Antun Kapor’s paintings and drawings depict men, women and children as if they were only robots or automatons, built out of tubes, lines and shapes like those of plans for machines. Kapor’s drawing seems to imitate that of engineers or scientists, constructing semi-humans or semi-robots, and here we are faced with the question: are human beings really only machines ? Our bodies, our brains, our hearts, are they nothing but components activated by mechanical or cybemetic forces?
Equating humans with machines is nothing new, and dates back at least to the first automatons of the 17th century. It was certainly Descartes who was one of the first philosophers to talk about the mechanical man. For him, the bodies of humans, animals and plants can indeed be compared to machines; to quote: «I know no difference between the machines made by craftsmen and the varìous bodies constructed by nature alone» (1649) This analogy opened up possibilites for modern medicine and biology for which the heart is a pump and arterieslike pipes which can be replaced if necessary.
But if Descartes does state that the body of a man is a machine, for him the same is not true of the soul, which remains an immaterial, spiritual substance, free and of divine origin. So Descartes does not attempt to explain consciousness by the laws of physics, but by daring the analogy between the living body and the machine, he paved the way for strict materialism: one century later the philosopher La Mettrie wrote «The Machine Man» (1744) in which this time man as a whole, body and soul, is a mere machine.
Two centuries later, what Kapor painted in the sixties seems to be happening ali around us today, thanks to modem technology. We already have more or less sophisticated humanoid robots imitating human behaviour and faculties. We can also observe with a mixture of admiration and terror the plan to transform the human body and brain using mechanical and electronic implants (transhumanist movement). The brain itself today appears to be comparable to a Computer, since thought is sometimes no more than calculation, so wonderfully performed by our data processing machines. Silicium artificial intelligence capable of improving and criticizing itself will perhaps overtake human thought in ali fields someday, just as it already has in games of chess and go. The improved human and the humanized robot will perhaps one day form a new sort of post-humanity resembling Kapor’s pictures.
For me, I see Kapor’s work as an invitation to seek in myself that which operates mechanically — to pinpoint in my behaviour anything mechanical. I understand these paintings as appealing to that which in us is neither mechanical nor automatic. Doubtless, Kapor was not intending to denounce the deviations of modem techno-materialism, which indeed sees us as living like machines, as other artists have done : he really does think man is a machine.
And it is true that most of the time we live in a repetitive way like robots. Our unoriginal thoughts seem to stem from a programme which we did not design; our emotions are often mere automatic and biological reactions; our actions reproduce those which the social machine expects of us.... If we humans see ourselves as machines, it will not be diffícult for machines to copy us.
But: is not the creative urge which inspired Kapor to do these paintings and drawings - for several years in his youth - a proof in itself that everything in man is not mechanical?
Does not the artistic freedom and power of these works bear witness to a source other than mechanical ?
I believe that an original work of art emerges without design; it escapes any determinism, or any mechanical result. It lets freeedom spring forth in the world, as Bergson somewhere said. And here, the work of art points towards that which, in us, transcends the machine.
If we know how to contact in ourselves the same living creative source, may we not thereby escape the usual mechanism of our repetitive behaviour ?
Any everyday action could itself become a work of art, pure spontaneity, a pure surge of awareness and creation. We simply have to disconnect ourselves every instant from ali the mechanical forces which emprison us, to come back to the living, the free and the new, and somehow let it take shape in the world.
Kapor’s art unveils a truth for us: that man lives like a machine; and it could also give us hope: by recognizing this fact we can find a way back to freedom.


* [Problem]:
Copy every line from the records below that carries the word "branch".
□ □ □ □
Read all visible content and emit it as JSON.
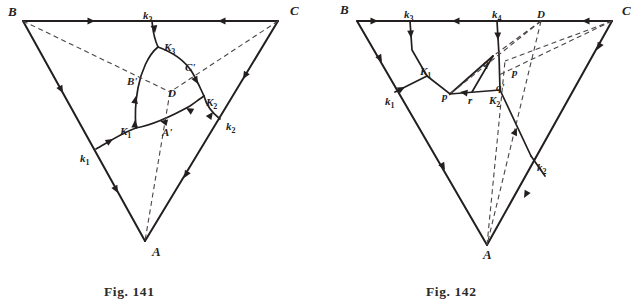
{
  "page": {
    "background": "#ffffff",
    "ink": "#241f1f",
    "dash_ink": "#4a4444",
    "width": 632,
    "height": 308
  },
  "captions": {
    "left": "Fig. 141",
    "right": "Fig. 142"
  },
  "figures": [
    {
      "id": "fig-141",
      "caption": "Fig. 141",
      "vertices": [
        {
          "name": "B",
          "label": "B",
          "x": 23,
          "y": 20,
          "lx": 8,
          "ly": 16
        },
        {
          "name": "C",
          "label": "C",
          "x": 278,
          "y": 20,
          "lx": 290,
          "ly": 15
        },
        {
          "name": "A",
          "label": "A",
          "x": 145,
          "y": 241,
          "lx": 152,
          "ly": 256
        }
      ],
      "labels": [
        {
          "name": "label-k3",
          "text": "k",
          "sub": "3",
          "x": 143,
          "y": 10
        },
        {
          "name": "label-K3",
          "text": "K",
          "sub": "3",
          "x": 164,
          "y": 42
        },
        {
          "name": "label-B-prime",
          "text": "B'",
          "sub": "",
          "x": 127,
          "y": 76
        },
        {
          "name": "label-C-prime",
          "text": "C'",
          "sub": "",
          "x": 185,
          "y": 62
        },
        {
          "name": "label-D",
          "text": "D",
          "sub": "",
          "x": 168,
          "y": 88
        },
        {
          "name": "label-K2",
          "text": "K",
          "sub": "2",
          "x": 206,
          "y": 97
        },
        {
          "name": "label-k2",
          "text": "k",
          "sub": "2",
          "x": 226,
          "y": 121
        },
        {
          "name": "label-K1",
          "text": "K",
          "sub": "1",
          "x": 120,
          "y": 126
        },
        {
          "name": "label-A-prime",
          "text": "A'",
          "sub": "",
          "x": 162,
          "y": 127
        },
        {
          "name": "label-k1",
          "text": "k",
          "sub": "1",
          "x": 80,
          "y": 153
        }
      ],
      "solid_edges": [
        {
          "name": "edge-BC",
          "d": "M 23 21 L 278 21"
        },
        {
          "name": "edge-BA",
          "d": "M 23 21 L 145 241"
        },
        {
          "name": "edge-CA",
          "d": "M 278 21 L 145 241"
        }
      ],
      "solid_curves": [
        {
          "name": "curve-k3-K3",
          "d": "M 152 21 C 153 30 153 36 158 47"
        },
        {
          "name": "curve-K3-B-prime-K1",
          "d": "M 158 47 C 148 55 141 72 138 88 C 135 104 135 118 136 128"
        },
        {
          "name": "curve-K3-C-prime-K2",
          "d": "M 158 47 C 172 52 185 61 192 72 C 198 82 201 90 204 96"
        },
        {
          "name": "curve-K2-k2",
          "d": "M 204 96 C 206 104 211 112 220 119"
        },
        {
          "name": "curve-K1-A-prime-K2",
          "d": "M 136 128 C 152 125 172 116 190 106 C 197 101 201 98 204 96"
        },
        {
          "name": "curve-K1-k1",
          "d": "M 136 128 C 124 132 110 141 96 149"
        }
      ],
      "dashed_lines": [
        {
          "name": "dash-B-D",
          "d": "M 23 21 L 170 92"
        },
        {
          "name": "dash-C-D",
          "d": "M 278 21 L 170 92"
        },
        {
          "name": "dash-D-A",
          "d": "M 170 92 L 145 241"
        }
      ],
      "arrows": [
        {
          "name": "arrow-BC-1",
          "x": 95,
          "y": 21,
          "angle": 0
        },
        {
          "name": "arrow-BC-2",
          "x": 218,
          "y": 21,
          "angle": 180
        },
        {
          "name": "arrow-BA-1",
          "x": 63,
          "y": 93,
          "angle": 61
        },
        {
          "name": "arrow-BA-2",
          "x": 118,
          "y": 193,
          "angle": 61
        },
        {
          "name": "arrow-CA-1",
          "x": 243,
          "y": 79,
          "angle": 121
        },
        {
          "name": "arrow-CA-2",
          "x": 184,
          "y": 178,
          "angle": 121
        },
        {
          "name": "arrow-k3-K3",
          "x": 155,
          "y": 33,
          "angle": 82
        },
        {
          "name": "arrow-B-branch-1",
          "x": 136,
          "y": 96,
          "angle": 281
        },
        {
          "name": "arrow-B-branch-2",
          "x": 135,
          "y": 120,
          "angle": 272
        },
        {
          "name": "arrow-C-branch",
          "x": 198,
          "y": 84,
          "angle": 61
        },
        {
          "name": "arrow-k2-up",
          "x": 213,
          "y": 112,
          "angle": 306
        },
        {
          "name": "arrow-A-branch-1",
          "x": 186,
          "y": 108,
          "angle": 210
        },
        {
          "name": "arrow-A-branch-2",
          "x": 160,
          "y": 121,
          "angle": 194
        },
        {
          "name": "arrow-k1-branch",
          "x": 113,
          "y": 139,
          "angle": 329
        }
      ]
    },
    {
      "id": "fig-142",
      "caption": "Fig. 142",
      "vertices": [
        {
          "name": "B",
          "label": "B",
          "x": 357,
          "y": 21,
          "lx": 340,
          "ly": 14
        },
        {
          "name": "C",
          "label": "C",
          "x": 612,
          "y": 21,
          "lx": 622,
          "ly": 15
        },
        {
          "name": "A",
          "label": "A",
          "x": 487,
          "y": 245,
          "lx": 483,
          "ly": 259
        }
      ],
      "labels": [
        {
          "name": "label-k3",
          "text": "k",
          "sub": "3",
          "x": 404,
          "y": 9
        },
        {
          "name": "label-k4",
          "text": "k",
          "sub": "4",
          "x": 492,
          "y": 9
        },
        {
          "name": "label-D",
          "text": "D",
          "sub": "",
          "x": 537,
          "y": 9
        },
        {
          "name": "label-q",
          "text": "q",
          "sub": "",
          "x": 483,
          "y": 58
        },
        {
          "name": "label-p",
          "text": "p",
          "sub": "",
          "x": 512,
          "y": 67
        },
        {
          "name": "label-K1",
          "text": "K",
          "sub": "1",
          "x": 420,
          "y": 66
        },
        {
          "name": "label-q-prime",
          "text": "q'",
          "sub": "",
          "x": 496,
          "y": 82
        },
        {
          "name": "label-p-prime",
          "text": "p'",
          "sub": "",
          "x": 442,
          "y": 91
        },
        {
          "name": "label-r",
          "text": "r",
          "sub": "",
          "x": 468,
          "y": 95
        },
        {
          "name": "label-K2",
          "text": "K",
          "sub": "2",
          "x": 489,
          "y": 95
        },
        {
          "name": "label-k1",
          "text": "k",
          "sub": "1",
          "x": 385,
          "y": 96
        },
        {
          "name": "label-k2",
          "text": "k",
          "sub": "2",
          "x": 537,
          "y": 162
        }
      ],
      "solid_edges": [
        {
          "name": "edge-BC",
          "d": "M 357 21 L 612 21"
        },
        {
          "name": "edge-BA",
          "d": "M 357 21 L 487 245"
        },
        {
          "name": "edge-CA",
          "d": "M 612 21 L 487 245"
        }
      ],
      "solid_curves": [
        {
          "name": "seg-k3-K1",
          "d": "M 410 21 L 412 50 L 427 76"
        },
        {
          "name": "seg-k4-K2",
          "d": "M 497 21 L 499 55 L 500 90"
        },
        {
          "name": "seg-K1-k1",
          "d": "M 427 76 L 395 92"
        },
        {
          "name": "seg-K1-p-prime-K2",
          "d": "M 427 76 L 450 94 L 500 90"
        },
        {
          "name": "seg-q-p-prime",
          "d": "M 493 56 L 450 94"
        },
        {
          "name": "seg-q-r",
          "d": "M 493 56 L 472 92"
        },
        {
          "name": "seg-K2-k2",
          "d": "M 500 90 L 531 156"
        },
        {
          "name": "seg-k2-down",
          "d": "M 531 156 L 545 176"
        }
      ],
      "dashed_lines": [
        {
          "name": "dash-D-q",
          "d": "M 541 21 L 493 56"
        },
        {
          "name": "dash-D-p-prime",
          "d": "M 541 21 L 450 94"
        },
        {
          "name": "dash-D-A",
          "d": "M 541 21 L 487 245"
        },
        {
          "name": "dash-C-p",
          "d": "M 612 21 L 505 61"
        },
        {
          "name": "dash-C-q-prime",
          "d": "M 612 21 L 497 76"
        },
        {
          "name": "dash-A-p",
          "d": "M 487 245 L 505 61"
        }
      ],
      "arrows": [
        {
          "name": "arrow-BC-1",
          "x": 378,
          "y": 21,
          "angle": 0
        },
        {
          "name": "arrow-BC-2",
          "x": 452,
          "y": 21,
          "angle": 180
        },
        {
          "name": "arrow-BC-3",
          "x": 582,
          "y": 21,
          "angle": 180
        },
        {
          "name": "arrow-BA-1",
          "x": 382,
          "y": 62,
          "angle": 60
        },
        {
          "name": "arrow-BA-2",
          "x": 445,
          "y": 170,
          "angle": 60
        },
        {
          "name": "arrow-CA-1",
          "x": 597,
          "y": 50,
          "angle": 119
        },
        {
          "name": "arrow-CA-2",
          "x": 524,
          "y": 198,
          "angle": 119
        },
        {
          "name": "arrow-k3-down",
          "x": 411,
          "y": 38,
          "angle": 87
        },
        {
          "name": "arrow-k4-down",
          "x": 498,
          "y": 40,
          "angle": 88
        },
        {
          "name": "arrow-k1-up",
          "x": 405,
          "y": 87,
          "angle": 333
        },
        {
          "name": "arrow-p-prime-left",
          "x": 460,
          "y": 92,
          "angle": 188
        },
        {
          "name": "arrow-K2-up",
          "x": 517,
          "y": 128,
          "angle": 295
        }
      ]
    }
  ]
}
□ □ □ □
* [Solution for this task]:
          "name": "arrow-B-branch-1",
          "name": "arrow-B-branch-2",
          "name": "arrow-C-branch",
          "name": "arrow-A-branch-1",
          "name": "arrow-A-branch-2",
          "name": "arrow-k1-branch",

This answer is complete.